Microsoft Phone Software Gets Lift Focus on E-Mail Users Helps Company Against Bigger Rivals
Posted on: Monday, 13 February 2006, 12:00 CST
By Victoria Shannon
Three years after entering the arena for mobile phone software, Microsoft executives say they have overcome early challenges and are reaching cruising speed in the business.
As one measure of that, Steve Ballmer, chief executive of Microsoft, will for the first time give a keynote speech here this week at 3GSM World Congress, an annual cellphone conference that is expected to draw more than 50,000 people this year.
Other measures are more material: Microsoft phone software is in handheld wireless devices made by 47 manufacturers and sold by more than 100 mobile carriers in 55 countries. In its most recent quarter, Microsoft said, its wireless division showed a 70 percent increase in licensing and its first profit.
On Monday, Microsoft is expected to announce that a fresh wave of European carriers including Vodafone, the largest have licensed its mobile e-mail software, one of the fastest-growing and most competitive areas of the cellphone world today. The U.S. operators Cingular, Sprint and Verizon also are signing on, as is Chunghwa of Taiwan.
Hewlett-Packard is also expected to introduce the third in its Mobile Messenger series of phones, the iPaq HW6900, which will be based on Microsoft software and come packed with five different wireless technologies, including Wi-Fi to link into short-range newtworks.
But Microsoft is far from dominating the business, as it is used to doing in personal computer and office software. While its mobile operating system runs about five million of the world's high-end wireless phones, that is only about 4 percent of the market for so- called smartphones, according to market figures from the third quarter of last year. The British company Symbian still dominates, mostly on the strength of its software in consumer smartphones, which make up 80 percent of the market. "They need some heavy hitters on their side," Nick Jones, senior European analyst at Gartner, the technology consulting firm, said of Microsoft. "They are represented by a lot of manufacturers and carriers, but not in any particular volume."
Microsoft sees its mobile niche as the discrete segment of high- end portable gadgets that are both cellular phone and miniature office, with the ability to send and receive e-mail, access the Internet and edit business documents.
"You'll hear Steve talk about these 400 million Outlook and Office customers we have and we say, 'They all carry a phone, let's make that a Windows Mobile phone,'" said Scott Horn, general manager of Microsoft's mobile division. "That's the number we look at."
But Jones said smartphones are still stuck in a niche corporate market. "They have a good message for the corporate market," he said. "It's just that that's not most of the market."
Horn agreed that Microsoft could go further, saying: "We think there's a lot more to do, a lot more growth opportunity. But this is going to be a big, big business for the company. When you talk to Steve and Bill about it, they view this as a long-term business investment, like Xbox. The strategy bet we made a couple of years ago we're really executing on that."
At the 3GSM show, the first to be held outside of Cannes, which organizers said the industry had outgrown after 15 years, some of the limelight will be on phones as mobile multimedia gadgets. But the overall tone of the conference, Jones said, will be less flashy and centered on "solid business growth."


» **PROBLEM STATEMENT**:
What follows is a block of records; reproduce all of it verbatim.

RAW DATA START

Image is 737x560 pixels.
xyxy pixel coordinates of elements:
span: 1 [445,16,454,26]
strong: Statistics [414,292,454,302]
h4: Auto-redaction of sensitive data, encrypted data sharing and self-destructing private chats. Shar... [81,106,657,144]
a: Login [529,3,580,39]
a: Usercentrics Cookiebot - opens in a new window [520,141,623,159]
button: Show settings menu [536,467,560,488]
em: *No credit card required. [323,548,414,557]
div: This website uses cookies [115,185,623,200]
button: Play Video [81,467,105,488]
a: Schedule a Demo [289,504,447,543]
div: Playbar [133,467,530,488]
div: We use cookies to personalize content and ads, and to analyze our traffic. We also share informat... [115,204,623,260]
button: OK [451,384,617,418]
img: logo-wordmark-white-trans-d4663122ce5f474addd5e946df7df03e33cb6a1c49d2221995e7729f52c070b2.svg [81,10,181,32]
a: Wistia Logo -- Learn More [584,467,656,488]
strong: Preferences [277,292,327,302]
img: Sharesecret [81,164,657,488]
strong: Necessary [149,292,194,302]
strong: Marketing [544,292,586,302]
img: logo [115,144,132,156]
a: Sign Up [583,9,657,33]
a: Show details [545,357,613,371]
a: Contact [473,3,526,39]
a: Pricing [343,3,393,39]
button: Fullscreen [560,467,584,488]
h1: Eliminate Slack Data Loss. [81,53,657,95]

RAW DATA END

» **WRITTEN REPLY**:
Image is 737x560 pixels.
xyxy pixel coordinates of elements:
span: 1 [445,16,454,26]
strong: Statistics [414,292,454,302]
h4: Auto-redaction of sensitive data, encrypted data sharing and self-destructing private chats. Shar... [81,106,657,144]
a: Login [529,3,580,39]
a: Usercentrics Cookiebot - opens in a new window [520,141,623,159]
button: Show settings menu [536,467,560,488]
em: *No credit card required. [323,548,414,557]
div: This website uses cookies [115,185,623,200]
button: Play Video [81,467,105,488]
a: Schedule a Demo [289,504,447,543]
div: Playbar [133,467,530,488]
div: We use cookies to personalize content and ads, and to analyze our traffic. We also share informat... [115,204,623,260]
button: OK [451,384,617,418]
img: logo-wordmark-white-trans-d4663122ce5f474addd5e946df7df03e33cb6a1c49d2221995e7729f52c070b2.svg [81,10,181,32]
a: Wistia Logo -- Learn More [584,467,656,488]
strong: Preferences [277,292,327,302]
img: Sharesecret [81,164,657,488]
strong: Necessary [149,292,194,302]
strong: Marketing [544,292,586,302]
img: logo [115,144,132,156]
a: Sign Up [583,9,657,33]
a: Show details [545,357,613,371]
a: Contact [473,3,526,39]
a: Pricing [343,3,393,39]
button: Fullscreen [560,467,584,488]
h1: Eliminate Slack Data Loss. [81,53,657,95]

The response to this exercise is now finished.